Some time in the Middle Ages a large moated house, the original Biggin Hall, was built near what is now the junction of Biggin Hall Crescent and Lindley Road.

It may have been the house of the Deyville family in the 13th century, but nothing is known of its occupants until the 17th century when William Partridge, a doctor, lived there. By 1766 it was owned by the drapers’ company of Coventry and let to a farmer.

Farming stopped there in the early 19th century and in 1817 some excavations were carried out at the site, and traces of an ancient building and a chapel were found.

By that time what was left of the hall was used for meetings and by the Sunday school.

It was demolished after 1840 and by about 1885 only part of the moat and a cow-shed marked the site. The Biggin Hall pub was built in 1923, some 430 yards from the original building. And as the area was developed for housing, all traces of hundreds of years of history gradually disappeared. All that’s left is the funny name thanks to the pub which, fortunately, is now recognised as special, and not just by its regulars.

Six years ago Historic England awarded it a grade II listing because of its features including its large inglenook fireplace. Listing gives it the protection that the original hall never had. But will it last for as long? Only time will tell.

Charles Barker.

Information from The Illustrated History of Coventry’s Suburbs by David McGrory (Breedon Books, 2003 – re-issued in a second edition by DB Publishing, 2018) and The History of Stoke by The Rev TA Blyth (1897).
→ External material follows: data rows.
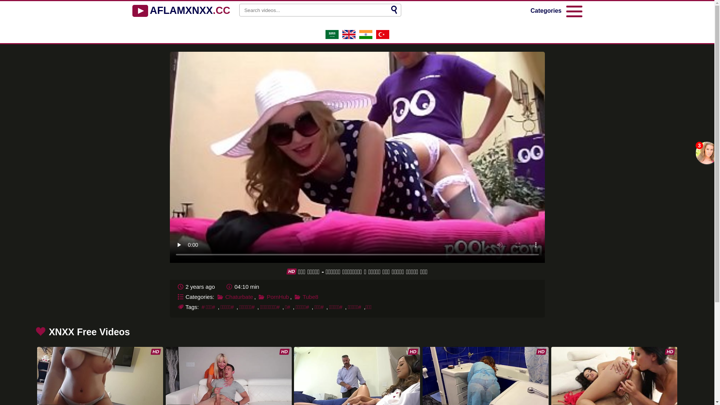  I want to click on Tube8, so click(306, 296).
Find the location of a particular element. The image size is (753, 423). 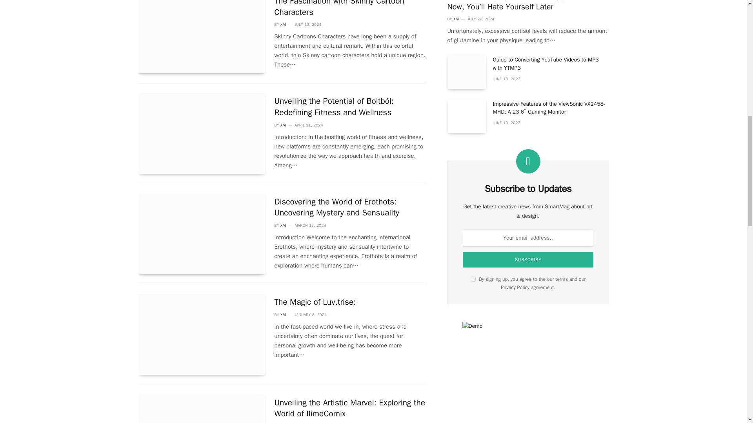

This is a slightly updated version of an article first published in Avenews, the Stoke Park residents’ newsletter, in May 2018.

A fine example of Brewers’ Tudor style

The Biggin Hall Hotel, named after the medieval Biggin Hall, is a fine example of a new style of urban pub architecture that surfaced in Britain during the inter-war years.

It seems that licensing authorities in the 1920s had grown tired of traditional boozers, with their Victorian and Edwardian reputation for drunkenness and disorder.

Something new, more respectable, was required, and brewers were quick to adopt an “improved” style of public house, more fitting for the growth of middle class suburbia.

According to English Heritage, these better class public houses were generally more spacious than their predecessors, often with restaurant facilities, function rooms and gardens, and were consciously designed to appeal to families and a mix of social classes.

Biggin Hall Hotel can be seen in the centre of this photograph of Binley Road in 1926. Photo courtesy of Rob Orland

Their key target, clearly, was the respectable middle class family, rather than the heavy-drinking working man.

The Biggin Hall Hotel, opened in 1923, was typical of the new style. It was designed in 1921 by the architect Thomas Francis Tickner for the brewery Marston, Thompson & Evershed.

Tickner was based in Coventry and designed a number of buildings in the area, including the main Portland stone Memorial in the city’s War Memorial Park.

His design for the Biggin was in keeping with the fashionable style of the period, which became known as “Brewers’ Tudor”, incorporating as it did an extravagant mock-Tudor grandeur.

“This style reached its height of popularity in the 1920s and 1930s,” says English Heritage, and “was intended to evoke romantic notions of a Merrie England and employed half-timbering and internal wooden panelling.

“Although the Biggin Hall Hotel did not provide overnight accommodation, by calling it a hotel, it was considered to have status and respectability, broadening the class of its clientele.”

This part of Stoke was growing rapidly during the period, with new housing and nearby industry, particularly the GEC which became a major employer. The Biggin Hall Hotel sat neatly within this newly established suburbia, with its mix of social classes. It had a touch of elegance and a feeling of urban affluence.

Opposite the pub at that time was the Triumph Recreation Ground, which included a cricket pitch, tennis courts and a club house. This area, too, was later developed for housing.